Victims were being treated with antibiotics, but with the death toll mounting doctors said that approach was unsatisfactory.
“The Chinese Centre for Disease Control and Prevention is conducting drug sensitivity tests to find a more effective treatment,” the newspaper quoted Health Ministry spokesman Mao Qun’an as saying.
Laboratory tests showed the affected people were suffering from Streptococcus suis infections contracted from the slaughtering or handling of infected pigs.
The bacteria is endemic in swine in most pig-rearing countries in the world but human infections are rare. Although state media has said no human-to-human infections had been found in the Sichuan outbreak, the death toll is unusually high.
The Sichuan mortality rate stands at 17 percent so far, higher than the usual 10 percent, experts in Hong Kong said.
The disease can be prevented if people refrain from slaughtering, processing or eating infected pigs, the China Daily quoted Chen Huanchun, vice-president of Huazhong Agricultural University as saying.
China was also working on a vaccine to protect pigs from the disease, he said.

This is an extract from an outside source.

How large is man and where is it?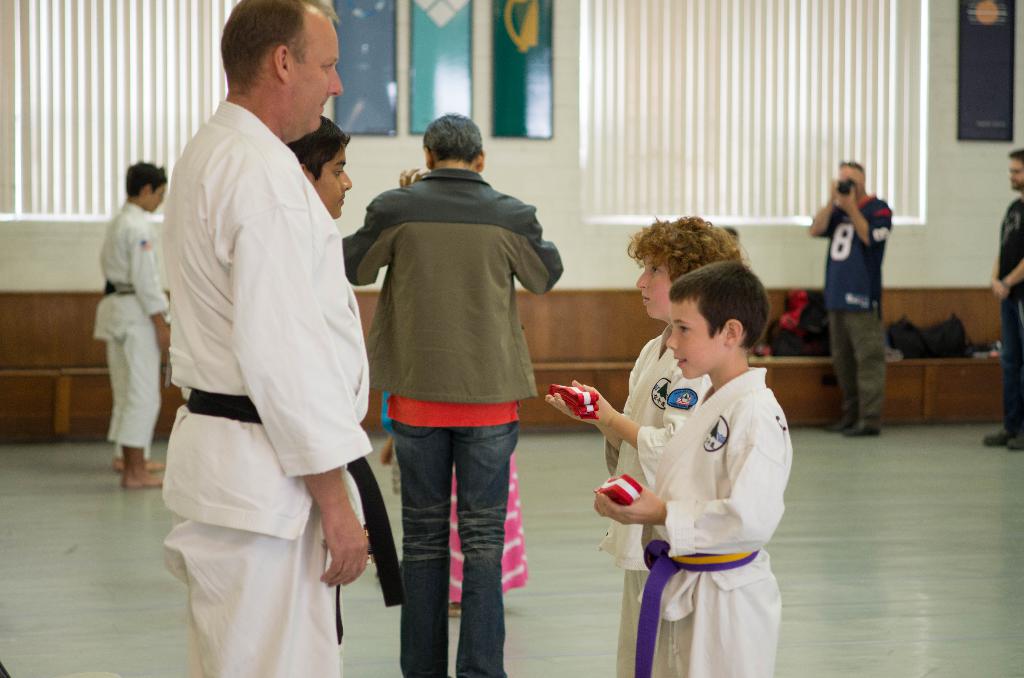
Bounding box: 978, 149, 1023, 458.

Sichuan authorities suspended exports of chilled and frozen pork to Hong Kong on Tuesday, a Hong Kong government spokeswoman said. The city imported 30,000 tonnes of chilled and frozen pork from Sichuan last year.

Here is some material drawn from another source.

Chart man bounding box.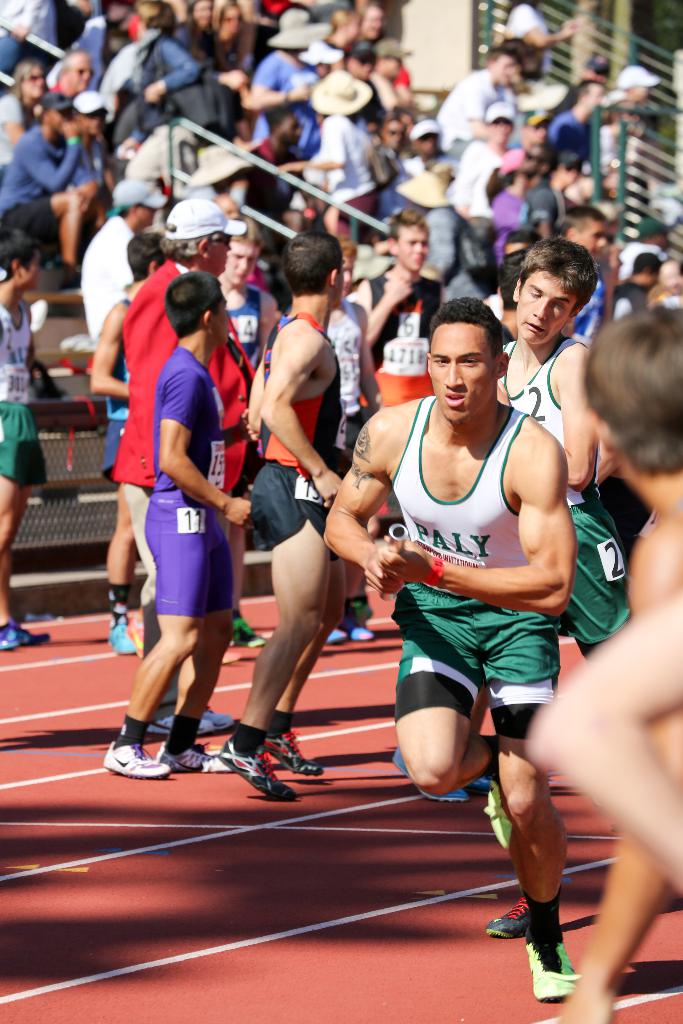
Charted: 324:297:580:1005.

Initially, 20 farm workers suffered fever, nausea and haemorrhaging after handling sick or dead pigs and sheep in 12 towns and 15 villages in Sichuan province. More cases were reported as health workers combed villages for ill people.
The Chinese government has launched campaigns to slaughter infected pigs and investigate small farms with poor sanitation standards, state media has said.
Pork prices in the affected Ziyang area of Sichuan have dropped 20 percent, the newspaper said, and farmers were worried their pigs would not survive the epidemic.
“If they die, it would mean a loss of 2,400 yuan ($296),” farmer Wang Jian was quoted as saying, adding that was about one-quarter of his family’s annual income.
The government of Sichuan earlier dismissed speculation that the deaths were caused by bird flu or severe acute respiratory syndrome (SARS), an assessment affirmed by the World Health Organisation.
Global health officials have been on high alert over a bird flu virus that has killed over 50 people in Asia since late 2003.
SARS emerged in south China in 2002 and spread across 30 countries, infecting nearly 8,500 people and killing about 800.
Revision date: June 20, 2011
Last revised: by Amalia K. Gagarina, M.S., R.D.